But even amid stiff competition, Mr. Ohlsson’s performance stood out for the passion and force of his interpretation, enhanced by his clear voicing of inner lines and the dramatic juxtaposition of contrasting elements.

Storyteller Well Versed in Liszt’s Versatility25 Jan 2012

The pianist Garrick Ohlsson spoke recently of his affinity for Liszt, an empathy that was certainly evident during his stunning performance of Liszt’s Sonata in B minor at the 92nd Street Y on Sunday afternoon.

Liszt is a boldface name this season, with myriad pianists celebrating the bicentennial of his birth. But even amid stiff competition, Mr. Ohlsson’s performance stood out for the passion and force of his interpretation, enhanced by his clear voicing of inner lines and the dramatic juxtaposition of contrasting elements.

In less capable hands, huge sonatas like the Liszt B minor can easily meander off track, but Mr. Ohlsson’s gifts as a storyteller held the audience spellbound. He achieved the rare feat of eliciting silence from his listeners; there was barely a cough or a rustle throughout the program.

Mr. Ohlsson also brought a spontaneous sense of drama to Liszt’s arrangement of Bach’s Fantasy and Fugue in G minor (BWV 542), which opened the program. Liszt was a prolific arranger of the music of his predecessors, including Bach, in an era when piano transcriptions were used to disseminate a variety of scores before the existence of recorded music.

Mr. Ohlsson has described Liszt’s intense “Funérailles,” written to commemorate the execution of 14 Hungarian revolutionaries, as “a kind of proto-Mahler piece,” with elements of the sonata’s drama. The dramatic aspects were brilliantly exploited here. The crescendos of the left-hand octaves unfolded with spine-tingling intensity, vividly contrasted with Mr. Ohlsson’s poetic nuance as the piece morphed from funeral march to danse macabre to quiet melancholy.

The mystical side of Liszt was represented with a lovely rendition of the impressionistic “Jeux d’Eaux à la Villa d’Este” (“Fountains at the Villa d’Este”), a painterly depiction of gently rippling water.  Mr. Ohlsson’s clear articulation elegantly highlighted the Lisztian filigree in the “Transcendental” Étude No. 5, “Feux Follets” (“Will-o’-the-Wisps”).

Mr. Ohlsson concluded the program on a virtuosic note with the “Mephisto Waltz” No. 1. As an encore, he offered Liszt’s “Klavierstücke” in A flat, one of a set of short piano pieces written late in his career.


## Exercise objective
Where a line of the data holds the word "thousands", copy that line.
··· Extracted information
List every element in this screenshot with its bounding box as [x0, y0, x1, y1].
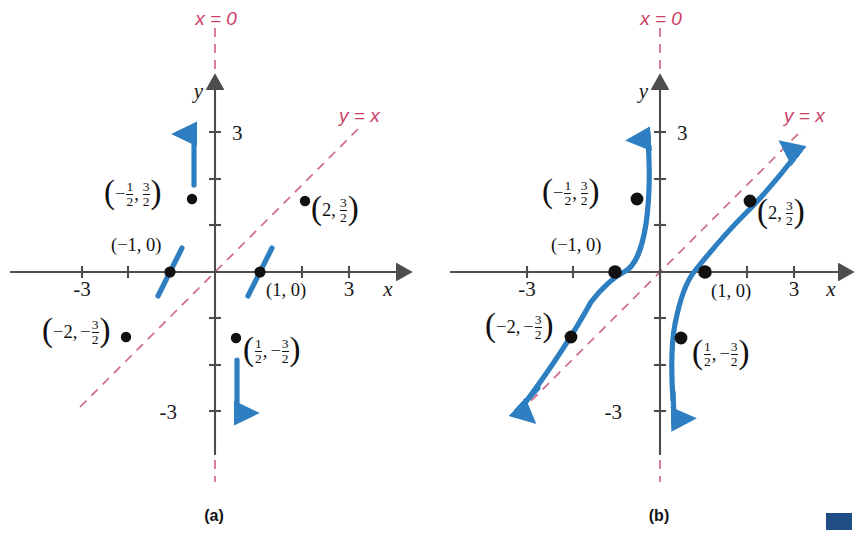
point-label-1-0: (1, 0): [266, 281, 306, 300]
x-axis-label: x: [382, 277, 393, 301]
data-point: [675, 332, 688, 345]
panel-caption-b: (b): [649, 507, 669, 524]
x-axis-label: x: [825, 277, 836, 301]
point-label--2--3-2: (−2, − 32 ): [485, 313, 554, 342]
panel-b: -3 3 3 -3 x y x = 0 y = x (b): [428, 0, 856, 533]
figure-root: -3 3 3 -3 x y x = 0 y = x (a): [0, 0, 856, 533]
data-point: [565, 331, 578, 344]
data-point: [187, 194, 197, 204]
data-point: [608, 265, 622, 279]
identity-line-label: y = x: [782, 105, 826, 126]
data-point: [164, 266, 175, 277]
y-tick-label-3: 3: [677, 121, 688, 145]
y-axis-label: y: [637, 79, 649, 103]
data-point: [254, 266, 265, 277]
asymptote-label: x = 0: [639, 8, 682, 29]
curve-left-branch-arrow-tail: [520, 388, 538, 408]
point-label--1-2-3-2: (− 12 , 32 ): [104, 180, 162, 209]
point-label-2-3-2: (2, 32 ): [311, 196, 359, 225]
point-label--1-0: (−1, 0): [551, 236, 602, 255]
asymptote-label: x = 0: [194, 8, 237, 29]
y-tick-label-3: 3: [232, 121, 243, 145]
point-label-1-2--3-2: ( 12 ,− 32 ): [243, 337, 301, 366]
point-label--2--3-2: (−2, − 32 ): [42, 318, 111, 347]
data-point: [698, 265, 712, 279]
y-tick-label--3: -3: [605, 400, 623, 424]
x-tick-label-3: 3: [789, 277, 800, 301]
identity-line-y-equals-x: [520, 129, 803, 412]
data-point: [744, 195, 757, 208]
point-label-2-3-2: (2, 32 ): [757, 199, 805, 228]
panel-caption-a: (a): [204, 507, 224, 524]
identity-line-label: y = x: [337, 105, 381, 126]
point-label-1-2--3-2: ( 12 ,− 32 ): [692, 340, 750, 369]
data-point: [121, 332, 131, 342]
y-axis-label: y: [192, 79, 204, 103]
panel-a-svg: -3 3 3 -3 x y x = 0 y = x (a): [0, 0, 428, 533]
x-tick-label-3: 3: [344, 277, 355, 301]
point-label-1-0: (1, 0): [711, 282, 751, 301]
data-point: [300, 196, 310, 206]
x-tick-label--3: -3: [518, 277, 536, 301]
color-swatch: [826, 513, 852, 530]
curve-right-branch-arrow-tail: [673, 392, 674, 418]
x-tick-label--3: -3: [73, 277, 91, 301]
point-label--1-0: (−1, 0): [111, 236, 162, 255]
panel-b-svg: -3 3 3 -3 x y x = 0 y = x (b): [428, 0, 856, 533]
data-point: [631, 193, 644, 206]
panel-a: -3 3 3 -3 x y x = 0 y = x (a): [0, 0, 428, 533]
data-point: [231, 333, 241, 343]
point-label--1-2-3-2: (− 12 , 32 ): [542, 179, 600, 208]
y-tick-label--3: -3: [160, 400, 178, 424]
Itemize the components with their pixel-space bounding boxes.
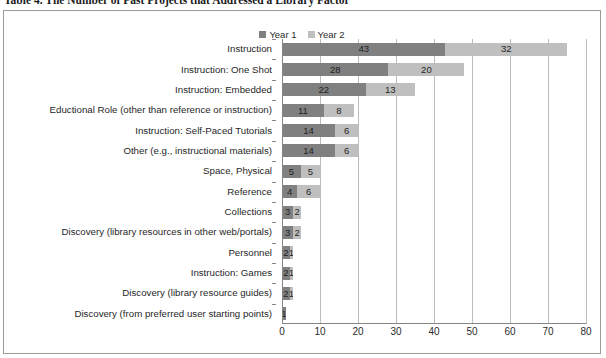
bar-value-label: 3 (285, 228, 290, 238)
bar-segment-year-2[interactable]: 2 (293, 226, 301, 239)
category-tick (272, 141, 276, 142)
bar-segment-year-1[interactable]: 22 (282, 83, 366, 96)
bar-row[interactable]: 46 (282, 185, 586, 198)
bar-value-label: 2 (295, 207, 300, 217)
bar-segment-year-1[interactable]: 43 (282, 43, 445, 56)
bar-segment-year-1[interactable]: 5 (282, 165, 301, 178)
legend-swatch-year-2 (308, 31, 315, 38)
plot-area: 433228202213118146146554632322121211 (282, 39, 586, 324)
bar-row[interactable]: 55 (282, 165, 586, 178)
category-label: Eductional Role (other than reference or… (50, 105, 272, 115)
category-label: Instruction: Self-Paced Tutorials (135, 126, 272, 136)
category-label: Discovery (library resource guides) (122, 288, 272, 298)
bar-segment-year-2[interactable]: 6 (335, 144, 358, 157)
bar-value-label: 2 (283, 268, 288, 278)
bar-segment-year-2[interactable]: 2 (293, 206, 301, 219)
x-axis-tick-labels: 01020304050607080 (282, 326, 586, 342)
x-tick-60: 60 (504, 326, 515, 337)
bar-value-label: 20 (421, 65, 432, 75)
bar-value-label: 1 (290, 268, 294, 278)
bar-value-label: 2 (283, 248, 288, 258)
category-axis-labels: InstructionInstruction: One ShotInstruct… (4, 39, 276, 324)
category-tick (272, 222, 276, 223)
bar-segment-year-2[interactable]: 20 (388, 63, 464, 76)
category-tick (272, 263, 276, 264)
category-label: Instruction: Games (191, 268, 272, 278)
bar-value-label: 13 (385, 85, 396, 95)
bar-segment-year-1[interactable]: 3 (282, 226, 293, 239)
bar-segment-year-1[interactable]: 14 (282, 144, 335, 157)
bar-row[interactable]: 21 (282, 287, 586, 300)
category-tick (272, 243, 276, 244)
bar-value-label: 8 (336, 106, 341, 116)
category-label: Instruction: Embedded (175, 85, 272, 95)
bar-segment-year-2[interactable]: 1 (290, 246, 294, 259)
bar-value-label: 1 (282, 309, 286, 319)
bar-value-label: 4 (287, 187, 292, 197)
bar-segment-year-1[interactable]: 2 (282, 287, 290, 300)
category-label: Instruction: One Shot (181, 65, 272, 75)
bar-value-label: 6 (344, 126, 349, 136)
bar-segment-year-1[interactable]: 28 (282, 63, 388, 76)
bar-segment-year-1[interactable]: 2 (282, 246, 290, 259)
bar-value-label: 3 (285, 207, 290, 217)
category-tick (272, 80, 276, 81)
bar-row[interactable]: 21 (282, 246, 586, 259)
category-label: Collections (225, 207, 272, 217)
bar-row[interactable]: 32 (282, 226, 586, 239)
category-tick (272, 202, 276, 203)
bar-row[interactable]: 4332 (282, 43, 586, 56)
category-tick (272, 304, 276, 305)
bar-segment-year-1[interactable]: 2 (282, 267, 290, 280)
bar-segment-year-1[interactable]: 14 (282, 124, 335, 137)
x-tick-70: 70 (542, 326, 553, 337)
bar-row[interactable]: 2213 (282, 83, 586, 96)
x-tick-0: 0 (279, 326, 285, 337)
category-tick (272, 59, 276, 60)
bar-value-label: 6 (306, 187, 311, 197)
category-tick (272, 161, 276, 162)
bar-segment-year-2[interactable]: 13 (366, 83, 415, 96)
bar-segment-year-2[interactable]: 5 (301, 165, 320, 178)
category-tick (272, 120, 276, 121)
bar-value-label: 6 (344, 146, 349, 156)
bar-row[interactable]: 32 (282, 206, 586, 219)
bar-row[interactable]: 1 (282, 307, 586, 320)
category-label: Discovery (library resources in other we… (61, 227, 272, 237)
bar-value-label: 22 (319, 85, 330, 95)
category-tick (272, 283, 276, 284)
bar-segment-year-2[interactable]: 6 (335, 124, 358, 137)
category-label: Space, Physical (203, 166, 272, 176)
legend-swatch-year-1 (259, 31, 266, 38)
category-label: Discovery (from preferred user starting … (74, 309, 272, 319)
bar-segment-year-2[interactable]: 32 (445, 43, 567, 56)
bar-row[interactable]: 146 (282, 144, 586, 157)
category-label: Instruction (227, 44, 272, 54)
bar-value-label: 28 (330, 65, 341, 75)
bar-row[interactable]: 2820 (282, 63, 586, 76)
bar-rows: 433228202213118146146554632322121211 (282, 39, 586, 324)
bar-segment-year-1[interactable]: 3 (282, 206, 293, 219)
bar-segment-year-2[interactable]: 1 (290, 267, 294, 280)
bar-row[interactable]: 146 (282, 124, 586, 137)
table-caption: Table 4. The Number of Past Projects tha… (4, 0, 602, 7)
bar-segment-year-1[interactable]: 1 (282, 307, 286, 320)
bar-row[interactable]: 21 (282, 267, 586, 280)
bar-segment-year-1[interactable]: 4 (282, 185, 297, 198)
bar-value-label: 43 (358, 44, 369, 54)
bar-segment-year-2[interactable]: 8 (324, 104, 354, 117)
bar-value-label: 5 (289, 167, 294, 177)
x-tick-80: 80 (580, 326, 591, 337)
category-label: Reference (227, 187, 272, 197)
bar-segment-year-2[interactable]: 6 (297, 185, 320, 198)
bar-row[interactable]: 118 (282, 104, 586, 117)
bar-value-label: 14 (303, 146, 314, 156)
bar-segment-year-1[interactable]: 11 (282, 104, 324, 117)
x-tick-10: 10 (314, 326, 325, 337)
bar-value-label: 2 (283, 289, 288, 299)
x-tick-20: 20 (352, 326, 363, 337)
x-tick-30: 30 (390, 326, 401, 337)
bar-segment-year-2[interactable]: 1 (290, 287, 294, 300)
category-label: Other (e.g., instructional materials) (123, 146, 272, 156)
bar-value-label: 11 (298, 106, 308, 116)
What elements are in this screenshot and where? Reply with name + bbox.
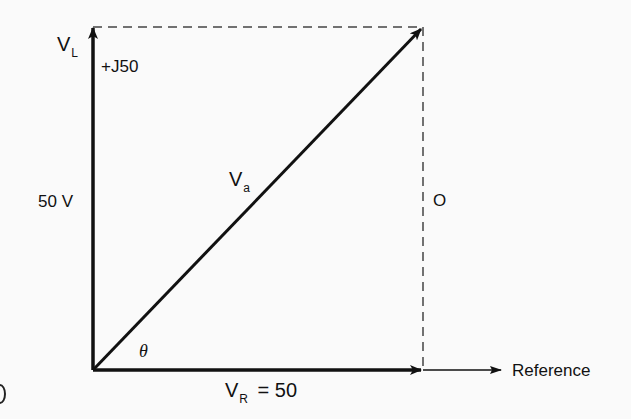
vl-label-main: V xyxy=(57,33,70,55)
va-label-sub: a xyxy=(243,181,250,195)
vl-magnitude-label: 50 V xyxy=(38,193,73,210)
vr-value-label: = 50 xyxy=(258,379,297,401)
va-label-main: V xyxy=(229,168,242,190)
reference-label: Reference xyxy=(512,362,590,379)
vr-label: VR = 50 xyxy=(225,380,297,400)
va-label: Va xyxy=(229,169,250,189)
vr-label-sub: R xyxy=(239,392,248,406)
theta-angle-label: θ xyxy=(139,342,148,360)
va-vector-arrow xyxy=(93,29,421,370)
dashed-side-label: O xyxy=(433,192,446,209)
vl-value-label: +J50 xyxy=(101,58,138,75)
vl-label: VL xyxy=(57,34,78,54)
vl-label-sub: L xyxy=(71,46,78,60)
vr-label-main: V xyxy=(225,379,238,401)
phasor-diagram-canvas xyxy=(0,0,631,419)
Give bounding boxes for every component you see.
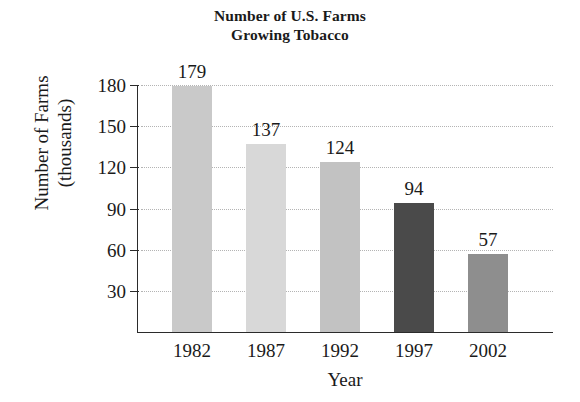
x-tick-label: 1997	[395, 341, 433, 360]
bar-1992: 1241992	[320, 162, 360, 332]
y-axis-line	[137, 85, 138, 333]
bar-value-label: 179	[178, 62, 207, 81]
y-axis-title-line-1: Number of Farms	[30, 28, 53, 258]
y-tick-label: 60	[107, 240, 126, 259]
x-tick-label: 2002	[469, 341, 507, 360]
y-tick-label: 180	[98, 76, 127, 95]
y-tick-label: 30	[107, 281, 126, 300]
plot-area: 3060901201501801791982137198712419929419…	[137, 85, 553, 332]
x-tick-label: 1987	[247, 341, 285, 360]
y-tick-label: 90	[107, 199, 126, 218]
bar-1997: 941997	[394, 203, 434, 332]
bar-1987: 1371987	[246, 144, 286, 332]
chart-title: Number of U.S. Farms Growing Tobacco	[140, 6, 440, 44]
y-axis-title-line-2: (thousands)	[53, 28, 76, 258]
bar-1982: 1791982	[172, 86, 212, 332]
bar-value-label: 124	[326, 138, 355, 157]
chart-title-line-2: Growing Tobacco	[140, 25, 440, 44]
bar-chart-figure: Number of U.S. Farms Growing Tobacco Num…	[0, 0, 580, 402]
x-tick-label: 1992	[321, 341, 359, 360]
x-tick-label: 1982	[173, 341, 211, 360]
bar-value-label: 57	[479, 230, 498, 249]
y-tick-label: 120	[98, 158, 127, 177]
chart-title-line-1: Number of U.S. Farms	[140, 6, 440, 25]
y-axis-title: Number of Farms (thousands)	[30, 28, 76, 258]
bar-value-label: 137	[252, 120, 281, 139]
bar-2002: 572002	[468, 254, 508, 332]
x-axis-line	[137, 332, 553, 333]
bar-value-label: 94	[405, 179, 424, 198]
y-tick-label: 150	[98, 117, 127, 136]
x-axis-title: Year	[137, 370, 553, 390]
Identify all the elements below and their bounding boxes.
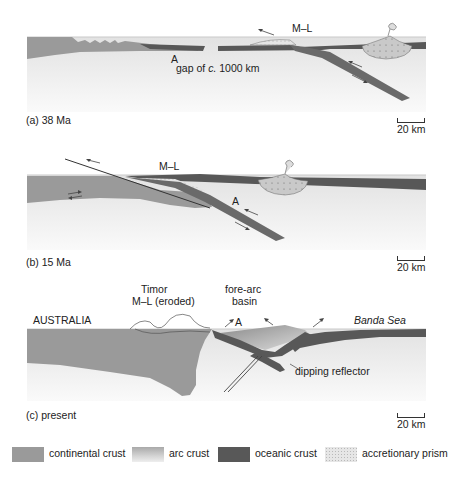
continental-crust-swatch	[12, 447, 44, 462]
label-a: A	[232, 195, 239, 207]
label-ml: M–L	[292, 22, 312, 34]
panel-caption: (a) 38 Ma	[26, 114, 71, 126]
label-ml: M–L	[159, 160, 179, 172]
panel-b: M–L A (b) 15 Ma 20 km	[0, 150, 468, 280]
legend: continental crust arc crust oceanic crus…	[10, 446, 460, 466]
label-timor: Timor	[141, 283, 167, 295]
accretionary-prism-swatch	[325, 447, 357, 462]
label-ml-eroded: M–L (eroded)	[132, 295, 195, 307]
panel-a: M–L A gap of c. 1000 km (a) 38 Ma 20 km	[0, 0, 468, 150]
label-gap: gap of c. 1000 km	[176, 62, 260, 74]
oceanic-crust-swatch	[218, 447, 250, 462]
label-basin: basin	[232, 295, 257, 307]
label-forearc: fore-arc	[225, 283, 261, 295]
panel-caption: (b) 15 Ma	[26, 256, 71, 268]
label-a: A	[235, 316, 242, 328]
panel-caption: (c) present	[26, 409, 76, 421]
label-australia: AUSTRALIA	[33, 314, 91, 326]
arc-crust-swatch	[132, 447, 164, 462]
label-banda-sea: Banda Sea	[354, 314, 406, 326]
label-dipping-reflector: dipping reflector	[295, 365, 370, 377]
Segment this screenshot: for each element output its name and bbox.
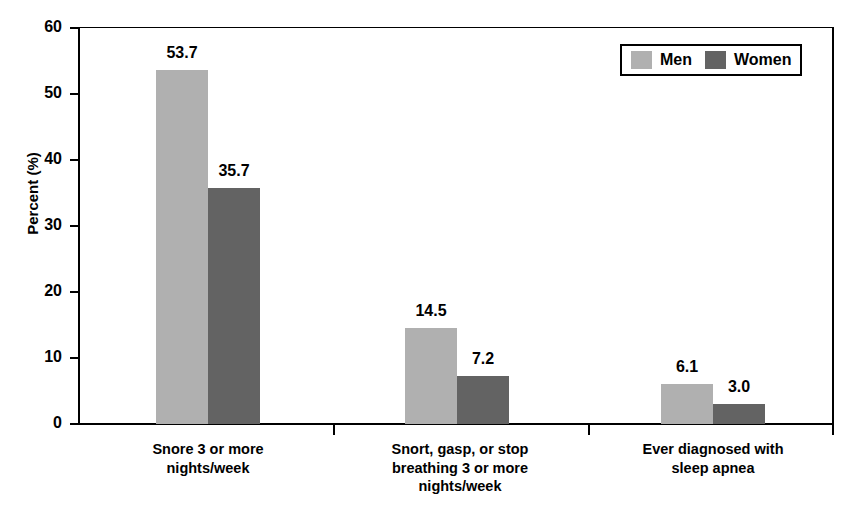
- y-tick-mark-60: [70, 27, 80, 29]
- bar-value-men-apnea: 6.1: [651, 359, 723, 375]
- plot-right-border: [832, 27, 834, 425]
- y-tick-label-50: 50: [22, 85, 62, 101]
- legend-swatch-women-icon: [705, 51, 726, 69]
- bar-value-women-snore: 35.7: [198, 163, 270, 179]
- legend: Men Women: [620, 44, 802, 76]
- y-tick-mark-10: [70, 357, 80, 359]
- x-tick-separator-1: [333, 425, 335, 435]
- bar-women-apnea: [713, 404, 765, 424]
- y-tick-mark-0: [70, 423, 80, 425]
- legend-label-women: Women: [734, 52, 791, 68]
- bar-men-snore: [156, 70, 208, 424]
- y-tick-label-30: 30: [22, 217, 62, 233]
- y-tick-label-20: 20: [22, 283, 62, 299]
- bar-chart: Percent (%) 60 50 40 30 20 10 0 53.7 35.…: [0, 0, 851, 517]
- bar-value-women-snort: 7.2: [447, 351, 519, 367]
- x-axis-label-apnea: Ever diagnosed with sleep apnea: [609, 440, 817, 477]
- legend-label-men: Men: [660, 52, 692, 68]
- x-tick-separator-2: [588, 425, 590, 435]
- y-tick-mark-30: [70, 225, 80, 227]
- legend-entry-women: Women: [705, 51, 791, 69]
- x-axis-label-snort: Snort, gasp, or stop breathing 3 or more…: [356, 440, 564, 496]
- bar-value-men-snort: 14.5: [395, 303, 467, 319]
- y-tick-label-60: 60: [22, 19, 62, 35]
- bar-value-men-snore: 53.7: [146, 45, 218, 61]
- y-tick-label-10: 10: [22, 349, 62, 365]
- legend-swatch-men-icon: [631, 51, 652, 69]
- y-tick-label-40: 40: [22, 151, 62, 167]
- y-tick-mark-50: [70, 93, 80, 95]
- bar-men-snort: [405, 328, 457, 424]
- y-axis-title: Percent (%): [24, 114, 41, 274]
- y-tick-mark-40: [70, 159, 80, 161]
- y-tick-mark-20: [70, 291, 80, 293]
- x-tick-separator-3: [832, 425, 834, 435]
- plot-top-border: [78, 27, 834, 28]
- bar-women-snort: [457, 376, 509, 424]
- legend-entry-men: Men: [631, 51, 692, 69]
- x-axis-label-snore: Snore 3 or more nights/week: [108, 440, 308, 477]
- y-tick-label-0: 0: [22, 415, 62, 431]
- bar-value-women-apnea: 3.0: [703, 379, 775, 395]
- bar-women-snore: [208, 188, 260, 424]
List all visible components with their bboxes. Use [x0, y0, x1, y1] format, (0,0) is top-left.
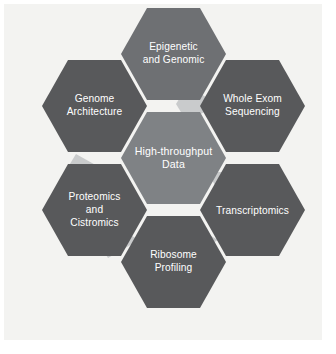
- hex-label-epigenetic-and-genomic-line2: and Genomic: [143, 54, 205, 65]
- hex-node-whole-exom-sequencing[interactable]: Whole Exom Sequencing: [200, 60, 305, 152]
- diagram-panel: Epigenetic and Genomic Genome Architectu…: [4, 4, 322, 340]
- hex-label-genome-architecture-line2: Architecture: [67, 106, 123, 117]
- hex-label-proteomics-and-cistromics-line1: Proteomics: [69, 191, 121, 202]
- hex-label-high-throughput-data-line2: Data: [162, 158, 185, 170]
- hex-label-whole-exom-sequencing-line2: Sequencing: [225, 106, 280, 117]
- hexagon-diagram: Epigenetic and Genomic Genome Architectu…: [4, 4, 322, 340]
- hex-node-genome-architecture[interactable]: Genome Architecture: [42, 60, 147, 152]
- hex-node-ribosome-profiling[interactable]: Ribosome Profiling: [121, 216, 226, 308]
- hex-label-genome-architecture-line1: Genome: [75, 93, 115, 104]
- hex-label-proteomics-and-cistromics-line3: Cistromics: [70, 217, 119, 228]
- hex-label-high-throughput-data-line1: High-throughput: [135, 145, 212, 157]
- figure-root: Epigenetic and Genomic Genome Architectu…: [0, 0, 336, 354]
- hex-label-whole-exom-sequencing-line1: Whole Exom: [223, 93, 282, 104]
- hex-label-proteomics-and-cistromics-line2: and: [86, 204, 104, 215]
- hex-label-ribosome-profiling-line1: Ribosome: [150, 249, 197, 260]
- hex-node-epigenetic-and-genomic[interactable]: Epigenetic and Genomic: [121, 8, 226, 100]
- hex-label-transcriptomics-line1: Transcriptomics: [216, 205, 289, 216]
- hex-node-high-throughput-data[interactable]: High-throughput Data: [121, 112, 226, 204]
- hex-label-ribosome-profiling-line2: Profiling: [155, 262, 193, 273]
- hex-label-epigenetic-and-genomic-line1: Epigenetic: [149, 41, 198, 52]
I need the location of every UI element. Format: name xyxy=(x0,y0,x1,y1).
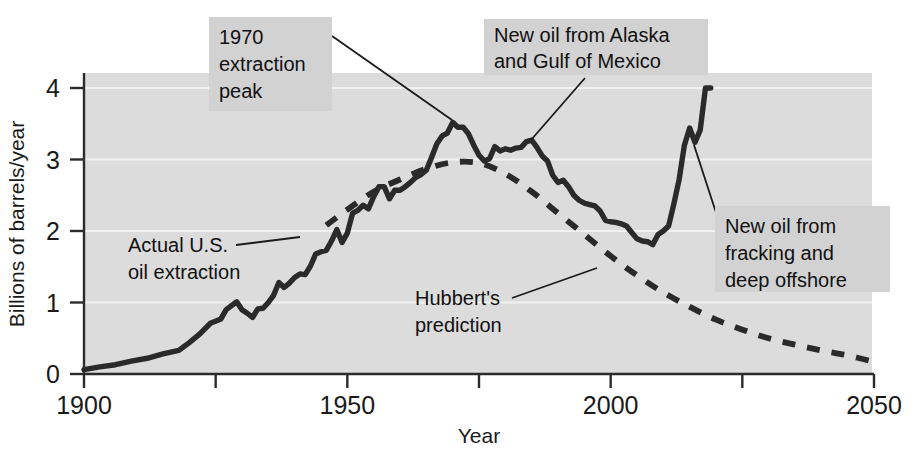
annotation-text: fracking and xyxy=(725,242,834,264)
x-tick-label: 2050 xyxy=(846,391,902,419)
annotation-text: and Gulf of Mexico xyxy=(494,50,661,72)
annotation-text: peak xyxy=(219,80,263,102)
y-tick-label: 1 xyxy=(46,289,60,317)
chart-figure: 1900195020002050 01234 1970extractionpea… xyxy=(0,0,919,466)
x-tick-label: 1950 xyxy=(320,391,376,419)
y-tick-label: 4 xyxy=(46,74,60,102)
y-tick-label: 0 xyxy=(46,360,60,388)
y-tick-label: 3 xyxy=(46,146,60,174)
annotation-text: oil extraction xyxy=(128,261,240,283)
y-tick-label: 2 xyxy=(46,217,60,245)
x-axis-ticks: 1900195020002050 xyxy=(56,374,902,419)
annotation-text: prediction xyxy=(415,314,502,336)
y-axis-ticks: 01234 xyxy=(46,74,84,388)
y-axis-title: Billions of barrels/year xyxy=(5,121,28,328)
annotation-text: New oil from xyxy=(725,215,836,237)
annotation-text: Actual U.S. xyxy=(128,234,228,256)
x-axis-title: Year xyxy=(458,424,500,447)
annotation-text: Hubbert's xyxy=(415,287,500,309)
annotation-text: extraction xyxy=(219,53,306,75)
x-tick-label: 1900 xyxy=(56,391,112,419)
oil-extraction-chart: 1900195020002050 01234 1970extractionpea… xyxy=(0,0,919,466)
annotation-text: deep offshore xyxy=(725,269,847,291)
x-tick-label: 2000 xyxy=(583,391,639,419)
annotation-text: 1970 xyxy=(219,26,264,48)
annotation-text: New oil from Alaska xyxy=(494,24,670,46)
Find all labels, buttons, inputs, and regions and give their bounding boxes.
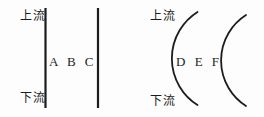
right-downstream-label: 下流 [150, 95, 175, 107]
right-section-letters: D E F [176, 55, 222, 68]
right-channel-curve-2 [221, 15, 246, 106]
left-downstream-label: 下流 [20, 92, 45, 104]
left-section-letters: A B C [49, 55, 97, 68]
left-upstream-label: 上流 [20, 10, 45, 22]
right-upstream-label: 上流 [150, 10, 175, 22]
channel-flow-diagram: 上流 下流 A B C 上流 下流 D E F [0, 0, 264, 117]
······
## Answer to this problem
y-axis-title-line-2: (thousands)	[53, 28, 76, 258]
y-axis-title: Number of Farms (thousands)	[30, 28, 76, 258]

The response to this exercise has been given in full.